[346] iii. 600. See [Appendix].

[347] Cf. Historia Augusta, Vita Marci, 12 ‘Dum Parthicum bellum geritur, natum est Marcomannicum, quod diu eorum, qui aderant, arte suspensum est’.

[348] The only changes which we know of are that Legio V Macedonica was transferred from Moesia Inferior to Dacia in the reign of Marcus and that Legio III Augusta was sent by Gordian III as a punishment from Africa to the Rhine, whence, however, it returned in 253. Cagnat, L’Armée romaine d’Afrique, pp. 156-61.

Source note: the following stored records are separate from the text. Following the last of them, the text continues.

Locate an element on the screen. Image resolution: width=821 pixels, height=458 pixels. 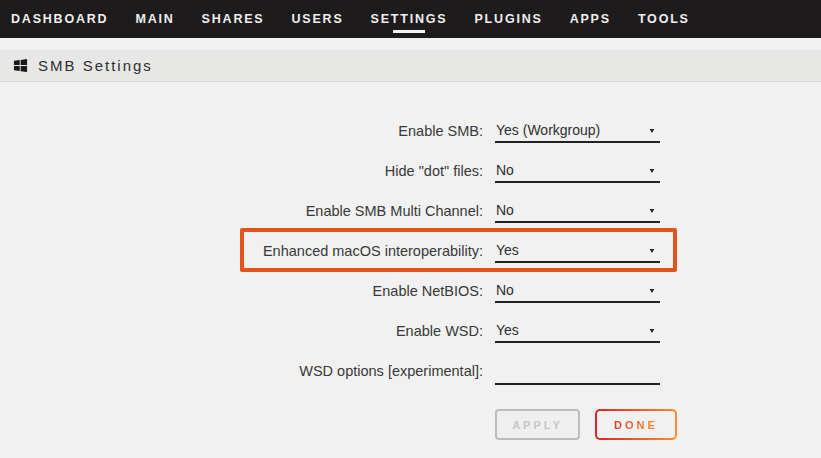
row-hide-dot-files: Hide "dot" files: No ▼ is located at coordinates (410, 171).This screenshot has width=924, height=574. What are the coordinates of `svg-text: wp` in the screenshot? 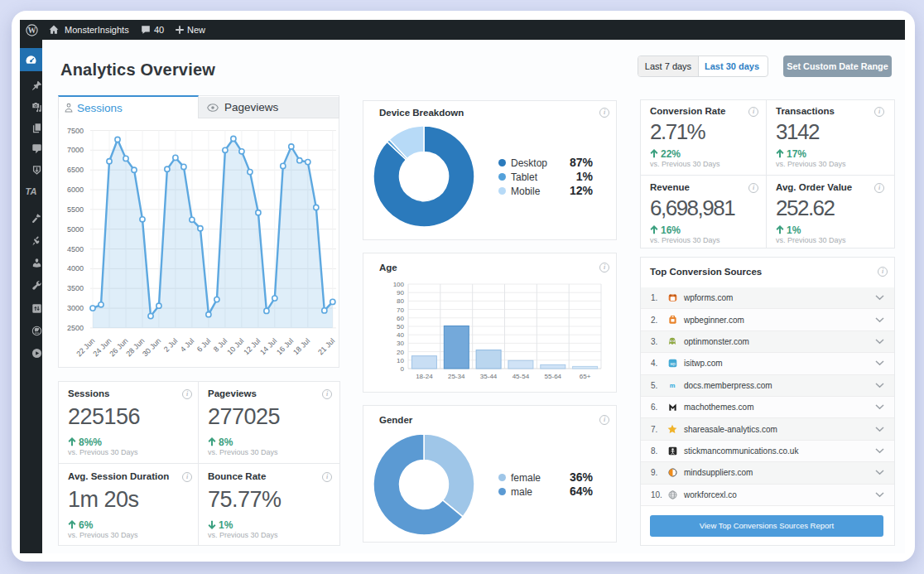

[349] The date of this section of the Notitia is disputed, but it can hardly be earlier than the end of the third century. The diplomata are xxix (98), xxxii (103), xxxiv (105), xliii (124), lv (ante 138), lvii (146).

[350] Cf. D. ii and iii. 3664, D. lviii and iii. 3331, and D. lx and iii. 11333. These regiments may of course have been temporarily absent, but the evidence is fairly continuous in each case. The Cohors V Lucensium et Callaecorum, for example, appears on diplomata for 60, 84, 85, 133, 138/48, 148, 149 and 154.

[351]1 I. G. R. R. i. 1348, ib. 1363, iii. 14147², D. xv, iii. 14147¹. In the last, which dates from 39, the number of the cohort is not given, and possibly another in the same series is meant.

[352] For the date of the Egyptian section of the Notitia see my article, The Garrison of Egypt, in the account of the excavations at Karanóg by the Eckley B. Cox Junior Expedition to Nubia published by the University Museum, Philadelphia.

[353] iii. 4379 (3 Ulpii, 2 Aelii), 4360 (Aelius), 4369, 4370 (Aurelii), 11081.

[354] iii. 1371, 1372, 1374, 1379; A. E. 1903. 66.

[355] vii. 818 (Severus Antoninus), 819 (Gordian III), 820 (Postumus), 823 (Tetricus). Another inscription (808) dates from the reign of Maximin.